X

Cheers! PR2 robot knows where to pour your beer

You know summer's around the corner when robots are helping you grab a cold one. Now, an anticipatory algorithm is helping them refill your glass when you're ready for another round.

Tim Hornyak
Crave freelancer Tim Hornyak is the author of "Loving the Machine: The Art and Science of Japanese Robots." He has been writing about Japanese culture and technology for a decade. E-mail Tim.
Tim Hornyak
2 min read
Bottoms up: Willow Garage's PR2 shows how humanoid robots can be indispensable. Screenshot by Tim Hornyak/CNET

Robot! Fetch me a beer!

Yes, robots can actually carry out that order. Now, they can even anticipate where to pour your beverage of choice.

Cornell University's Personal Robotics Lab has trained a PR2 robot from Willow Garage to figure out where and when to pour beer, as well as perform other actions that require anticipation.

Armed with a Kinect 3D camera and a database of 3D videos, PR2 can analyze what it sees by breaking down activities into several steps. Then it anticipates what might happen next with objects it picks out in the scene. It can choose the most likely next step for activities like eating, drinking, cleaning, and putting things away.

For instance, the video below shows the robot anticipating what a man carrying a pot near a fridge wants to do and moving to open the door for him.

Without using the anticipatory algorithm, the video shows PR2 spilling beer on a table. But when the algorithm is working, it's able to anticipate where a cup will be and pour the beer into it.

PR2's ability to anticipate actions correctly degrades with time: it made correct predictions 82 percent of the time when looking one second into the future, 71 percent correct for three seconds, and 57 percent correct for 10 seconds.

"Even though humans are predictable, they are only predictable part of the time," Cornell Computer Science Professor Ashutosh Saxena was quoted as saying in a release. Saxena plans to discuss the research at robotics conferences in the U.S. and Germany next month.

"The future would be to figure out how the robot plans its action. Right now we are almost hard-coding the responses, but there should be a way for the robot to learn how to respond."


_PROBLEM STATEMENT_
Copy every entry exactly as it stands, though any image it holds should stay out of the copy.

(Stored entries)

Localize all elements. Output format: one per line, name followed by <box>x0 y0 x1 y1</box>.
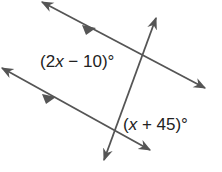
angle-bottom-var: x <box>129 115 138 134</box>
parallel-line-top <box>42 2 205 88</box>
diagram-lines <box>0 0 222 172</box>
angle-top-var: x <box>55 52 64 71</box>
angle-top-prefix: (2 <box>40 52 55 71</box>
angle-label-top: (2x − 10)° <box>40 52 114 72</box>
angle-top-suffix: − 10)° <box>64 52 115 71</box>
parallel-line-bottom <box>2 68 150 150</box>
geometry-diagram: (2x − 10)° (x + 45)° <box>0 0 222 172</box>
angle-label-bottom: (x + 45)° <box>123 115 188 135</box>
angle-bottom-suffix: + 45)° <box>137 115 188 134</box>
parallel-marker-icon <box>42 94 56 104</box>
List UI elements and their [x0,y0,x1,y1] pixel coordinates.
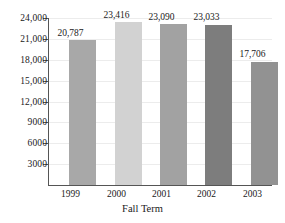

_OUTPUT FOR THIS TASK_
Localize all elements. Output format: one per line, name followed by <box>x0 y0 x1 y1</box>.
angle-bottom-var: x <box>129 115 138 134</box>
parallel-line-top <box>42 2 205 88</box>
diagram-lines <box>0 0 222 172</box>
angle-top-var: x <box>55 52 64 71</box>
angle-top-prefix: (2 <box>40 52 55 71</box>
angle-label-top: (2x − 10)° <box>40 52 114 72</box>
angle-top-suffix: − 10)° <box>64 52 115 71</box>
parallel-line-bottom <box>2 68 150 150</box>
geometry-diagram: (2x − 10)° (x + 45)° <box>0 0 222 172</box>
angle-label-bottom: (x + 45)° <box>123 115 188 135</box>
angle-bottom-suffix: + 45)° <box>137 115 188 134</box>
parallel-marker-icon <box>42 94 56 104</box>
List UI elements and their [x0,y0,x1,y1] pixel coordinates.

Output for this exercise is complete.